Differentiable Symbolic Planning: A Neural Architecture for Constraint Reasoning with Learned Feasibility

arXiv cs.AI / 4/6/2026

💬 OpinionIdeas & Deep AnalysisModels & Research

Key Points

  • The paper proposes Differentiable Symbolic Planning (DSP), a neural architecture designed to handle logical/physical constraint reasoning while staying fully differentiable.
  • DSP introduces a per-node feasibility channel (phi) and a learned global feasibility aggregator (Phi) to track and combine evidence of constraint satisfaction during symbolic reasoning.
  • Using sparsemax attention enables exact-zero discrete rule selection, helping DSP bridge discrete symbolic steps with gradient-based learning.
  • When DSP is integrated into a Universal Cognitive Kernel (UCK), the system shows strong benchmark results across graph reachability, Boolean satisfiability, and planning feasibility with substantial generalization gains.
  • Ablations indicate that removing global Phi aggregation sharply degrades performance, and the learned feasibility signal (phi) develops interpretable values for feasible vs. infeasible cases without supervision.

Abstract

Neural networks excel at pattern recognition but struggle with constraint reasoning -- determining whether configurations satisfy logical or physical constraints.
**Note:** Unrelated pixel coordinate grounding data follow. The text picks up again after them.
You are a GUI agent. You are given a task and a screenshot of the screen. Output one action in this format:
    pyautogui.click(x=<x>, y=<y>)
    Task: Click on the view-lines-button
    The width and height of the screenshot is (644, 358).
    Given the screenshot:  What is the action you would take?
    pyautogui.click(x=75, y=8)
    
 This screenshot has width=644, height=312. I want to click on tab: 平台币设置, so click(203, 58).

We introduce Differentiable Symbolic Planning (DSP), a neural architecture that performs discrete symbolic reasoning while remaining fully differentiable. DSP maintains a feasibility channel (phi) that tracks constraint satisfaction evidence at each node, aggregates this into a global feasibility signal (Phi) through learned rule-weighted combination, and uses sparsemax attention to achieve exact-zero discrete rule selection. We integrate DSP into a Universal Cognitive Kernel (UCK) that combines graph attention with iterative constraint propagation. Evaluated on three constraint reasoning benchmarks -- graph reachability, Boolean satisfiability, and planning feasibility -- UCK+DSP achieves 97.4% accuracy on planning under 4x size generalization (vs. 59.7% for ablated baselines), 96.4% on SAT under 2x generalization, and maintains balanced performance on both positive and negative classes where standard neural approaches collapse. Ablation studies reveal that global phi aggregation is critical: removing it causes accuracy to drop from 98% to 64%. The learned phi signal exhibits interpretable semantics, with values of +18 for feasible cases and -13 for infeasible cases emerging without supervision.